Give Your Clients More Than They Expected
You can achieve customer satisfaction simply by delivering what the client was expecting. However, if you deliver more than they were expecting, you not only have a satisfied customer, you also have someone who will comment to others about your great service.
Many home inspectors take this to mean they should show off their technical expertise during the inspection. But what you do technically during your inspection is lost on most customers. They probably won’t understand it and they have no way of knowing whether another inspector would have done the same thing or something more.
Good Service Needs Creative Thinking
So, what does it take to offer a service beyond expectations? It takes imagination. And if you think it also takes a lot of money, you’re wrong.
Here are a few examples of things we do at Carson Dunlop that cost little to no money at all:
• Send customers a follow-up email asking if they were happy with the inspection.
• Send real estate agents a thank-you card (from the home inspector) for referring our service.

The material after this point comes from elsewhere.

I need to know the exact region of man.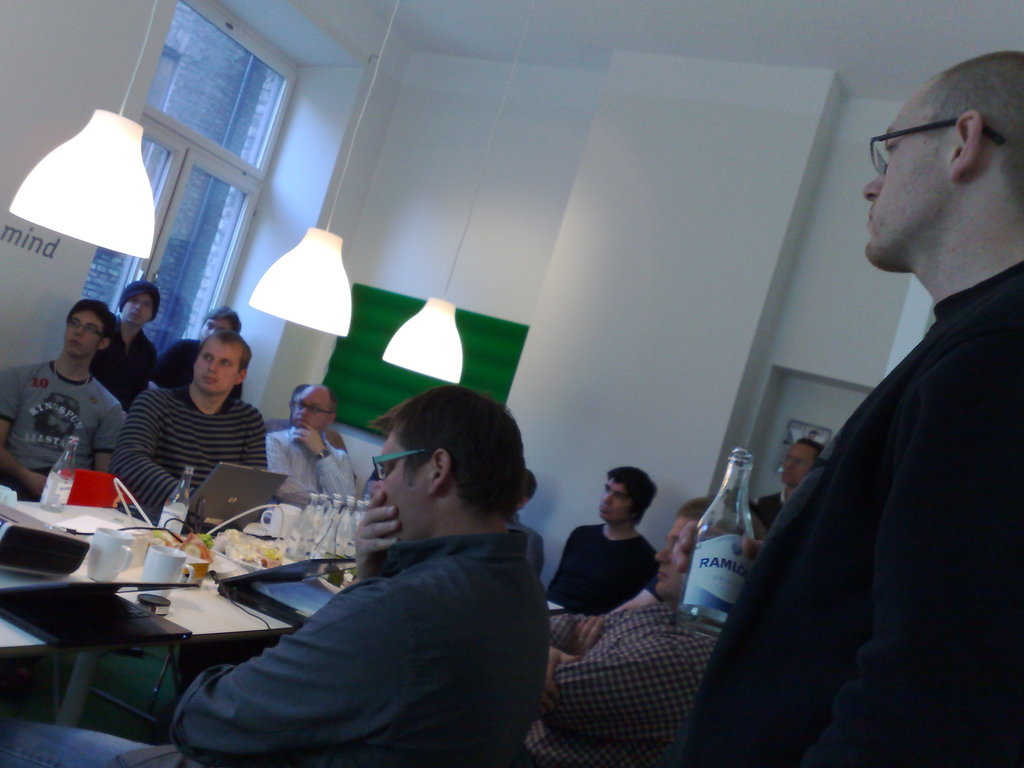
Region: crop(262, 381, 362, 508).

• Tell our clients that they can call us any time about questions they may have about the house.
Courtesy Is Invaluable
Acts of courtesy, such as follow-up calls, cost nothing at all. The difference between you and the next inspector could hinge on something as simple as returning customer calls within three hours of receiving them. That kind of service has a tremendous impact on the customer and it costs you nothing.
Lest We Forget
Once again, let’s review that good service is not defined by the home inspector; rather, it is defined by the customer. Earlier in this article, we talked about giving your customer a survey, but we didn’t focus on what questions to ask. We suggest that you consider asking this one important question:
“What could we do to make the home inspection experience better for you?”
Or, if you are really bold:
“What else could we do to help you?”
That is the essence of a customer-centric business.
To Read the Full Article
ASHI offers its members unparalleled resources to advance their careers. ASHI offers training for inspectors at all levels of knowledge and experience, including resources about all major home systems. Members benefit from a vast network of experienced professionals, providing a community for mentorship and knowledge sharing..
In this Issue
FIND A HOME
INSPECTOR
Professional Networking
Grow your professional network, find a mentor, network with the best, and best part of the community that’s making home inspection better every day.